Measuring device photo data:
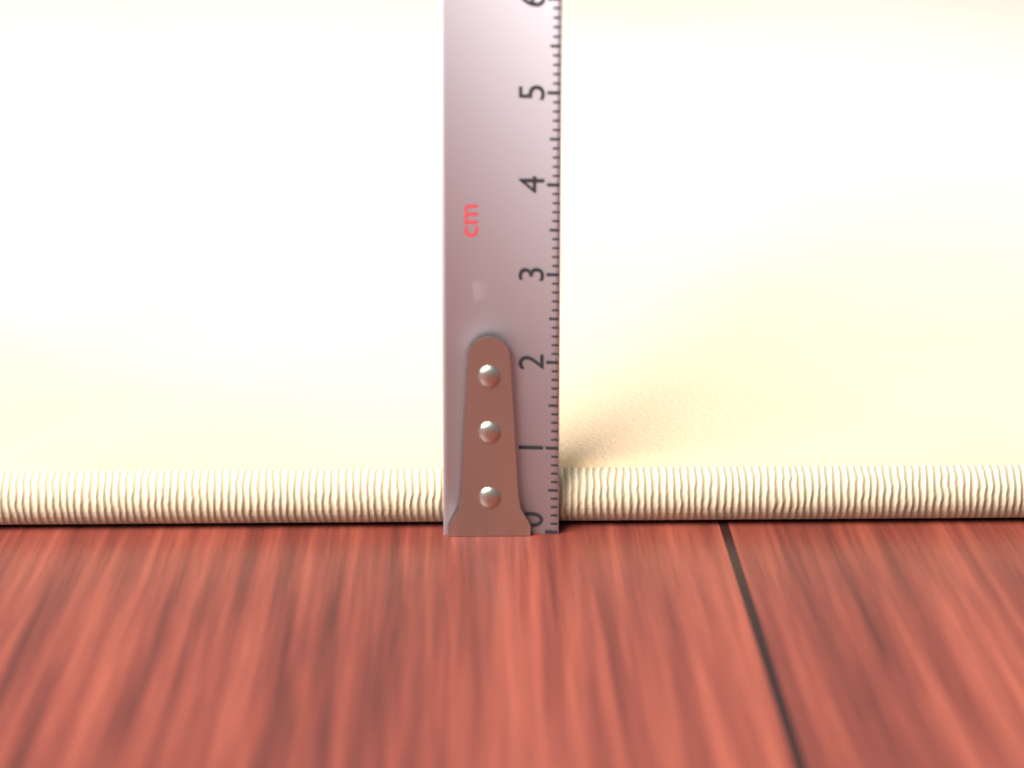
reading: 0.7 cm
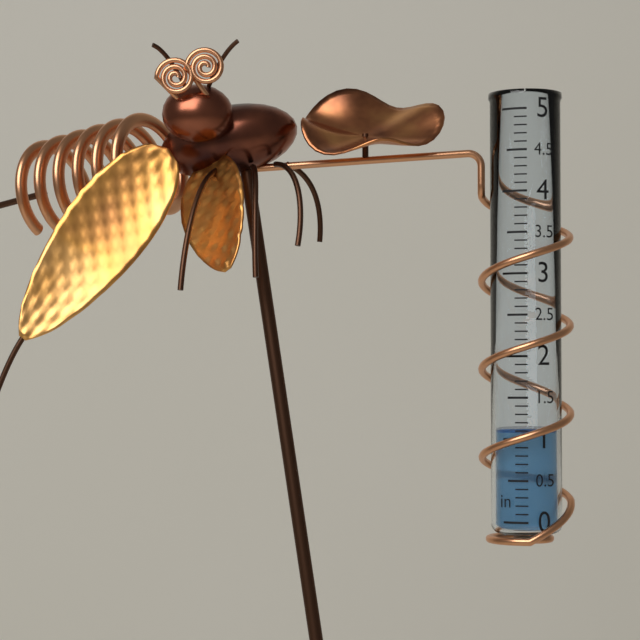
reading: 1.1 in
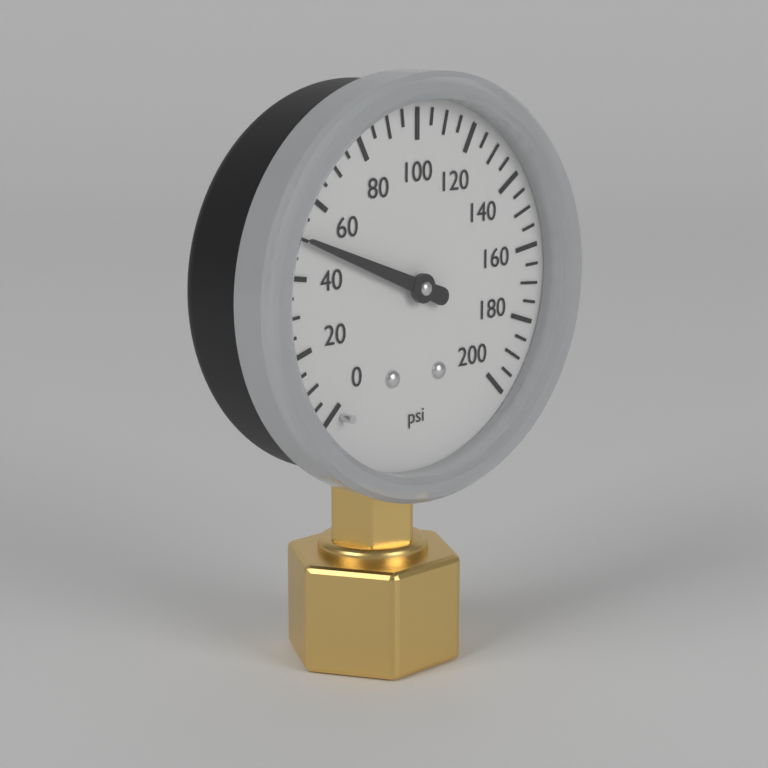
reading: 50 psi
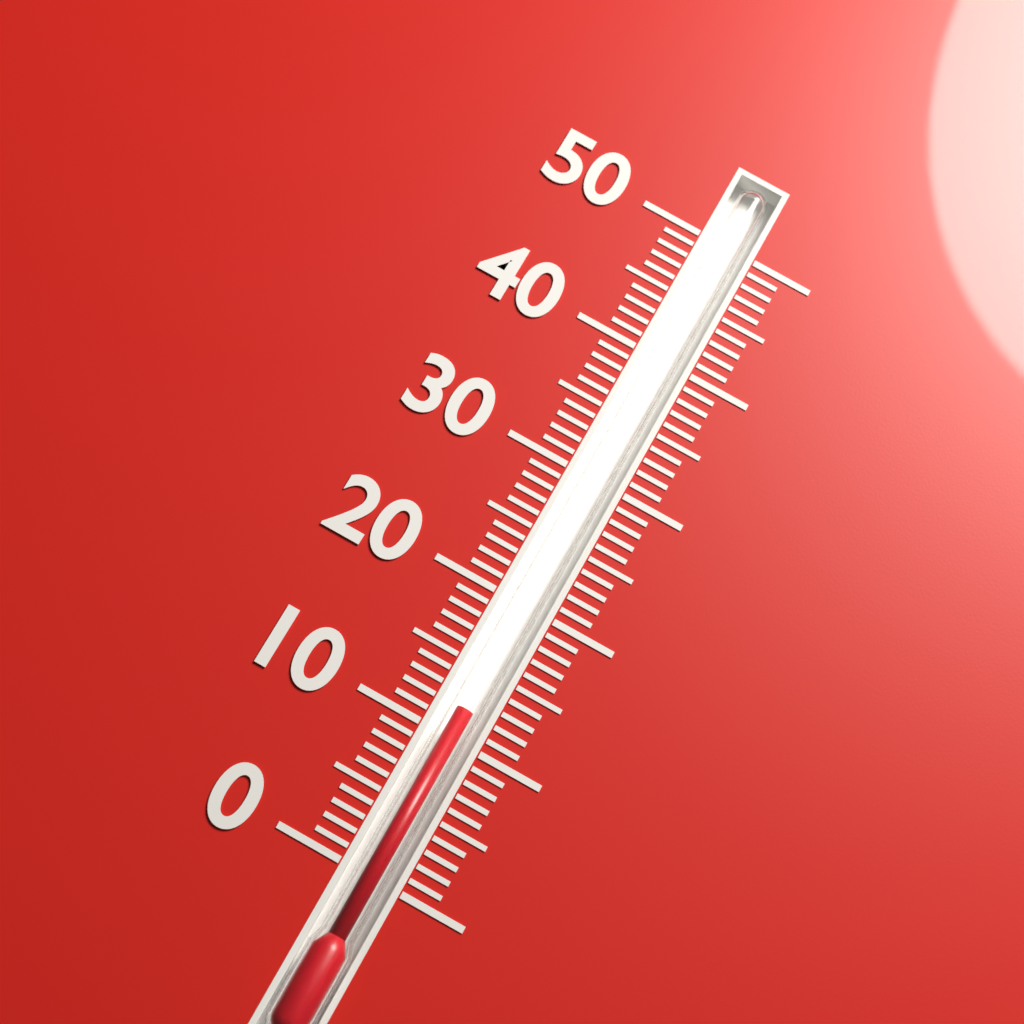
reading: 12 (no unit)
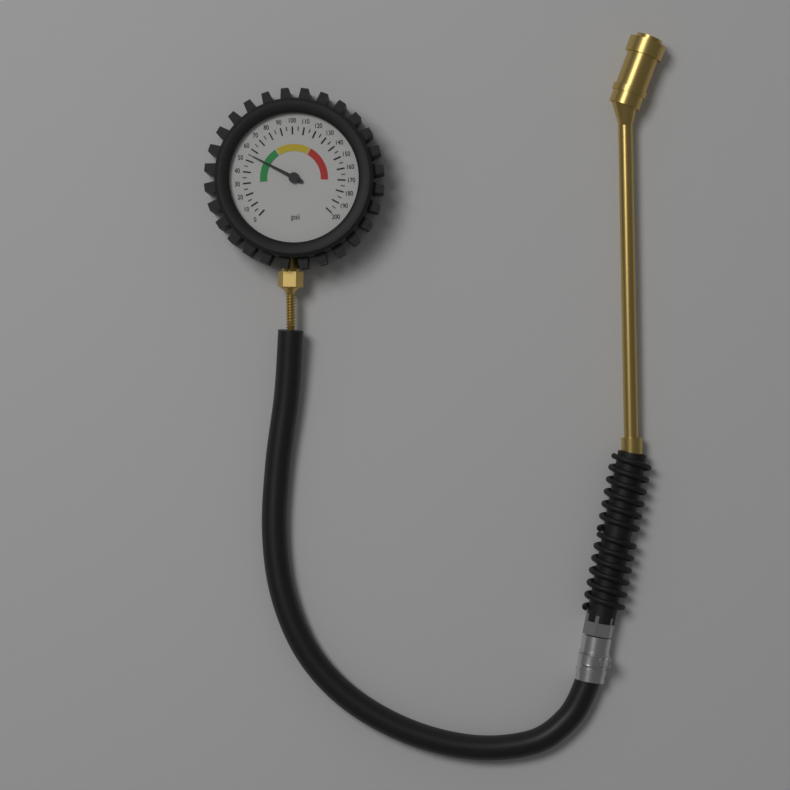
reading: 55 psi
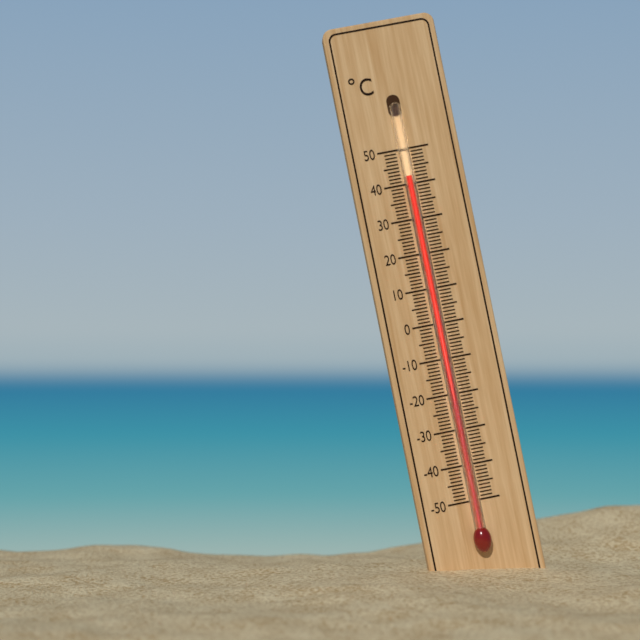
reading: 42 °C
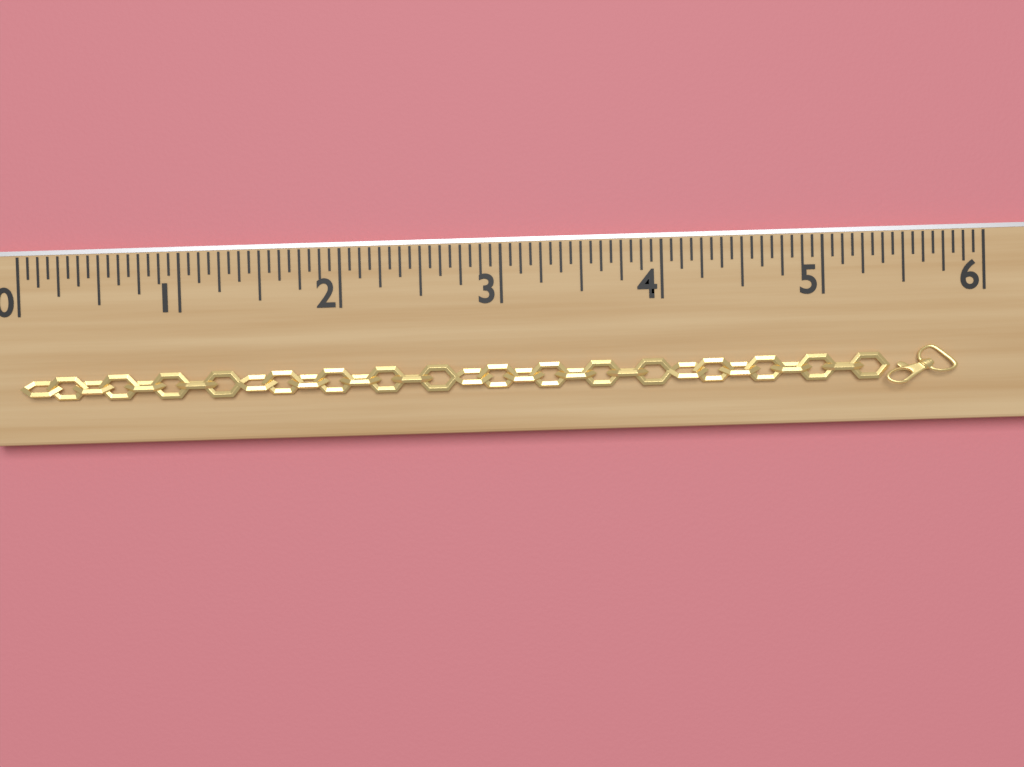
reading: 5.8125 (no unit)
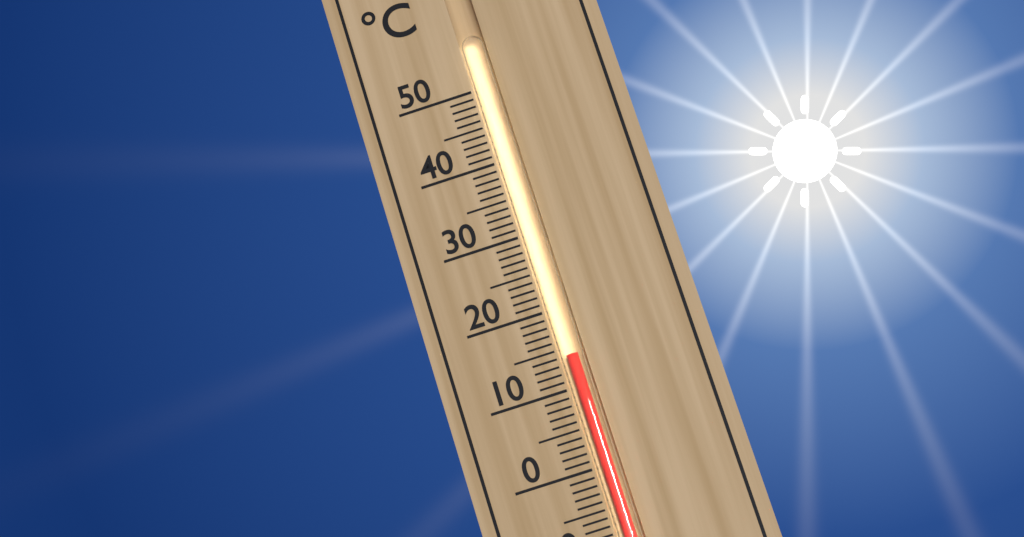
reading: 14 °C
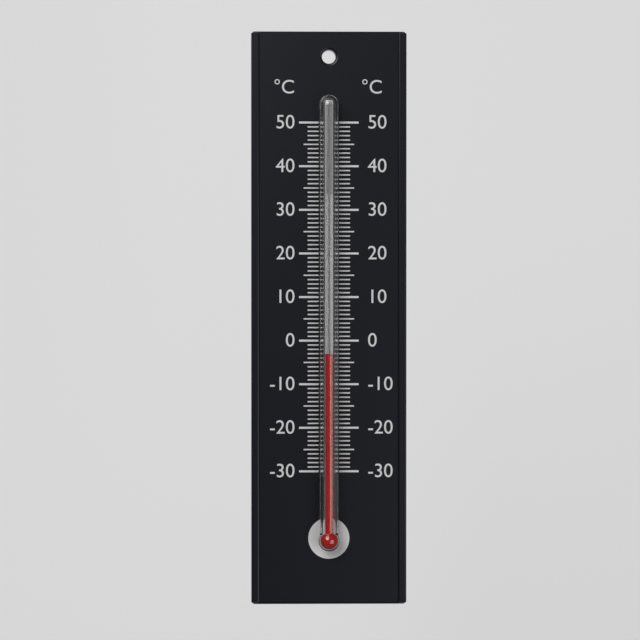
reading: -3 °C
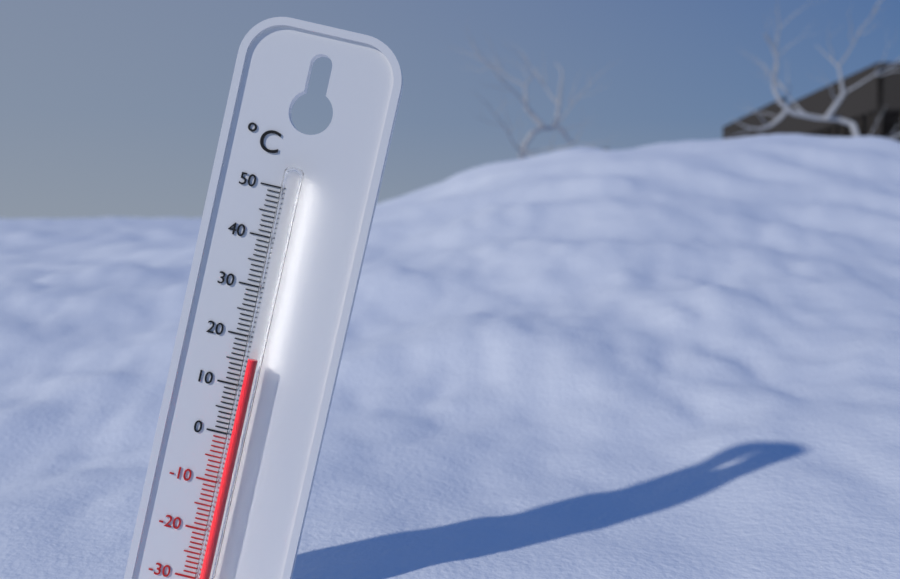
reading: 16 °C
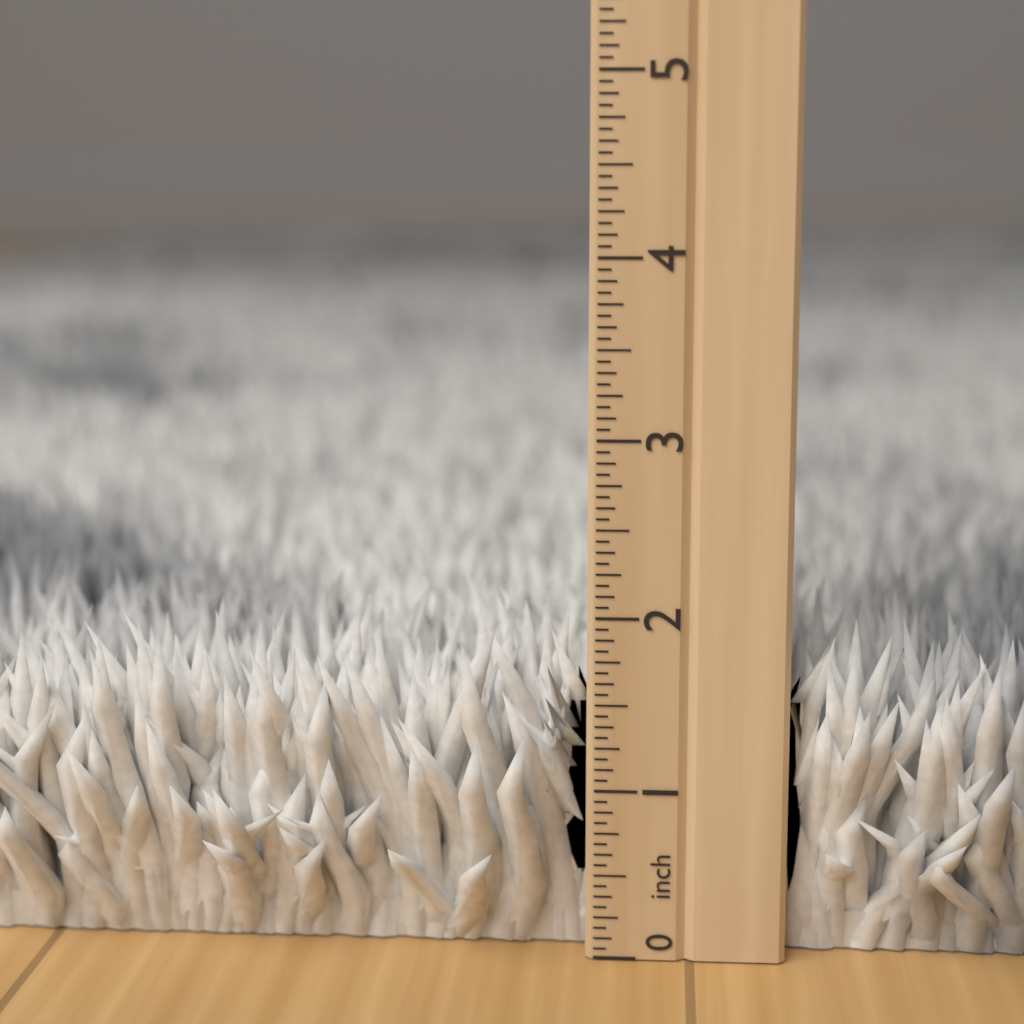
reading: 2.0000 inch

REQUIRED ACTION: When you repeat the lines above, keep them exact and leave out each image they contain.

ANSWER TO THIS EXERCISE:
reading: 0.7 cm
reading: 1.1 in
reading: 50 psi
reading: 12 (no unit)
reading: 55 psi
reading: 42 °C
reading: 5.8125 (no unit)
reading: 14 °C
reading: -3 °C
reading: 16 °C
reading: 2.0000 inch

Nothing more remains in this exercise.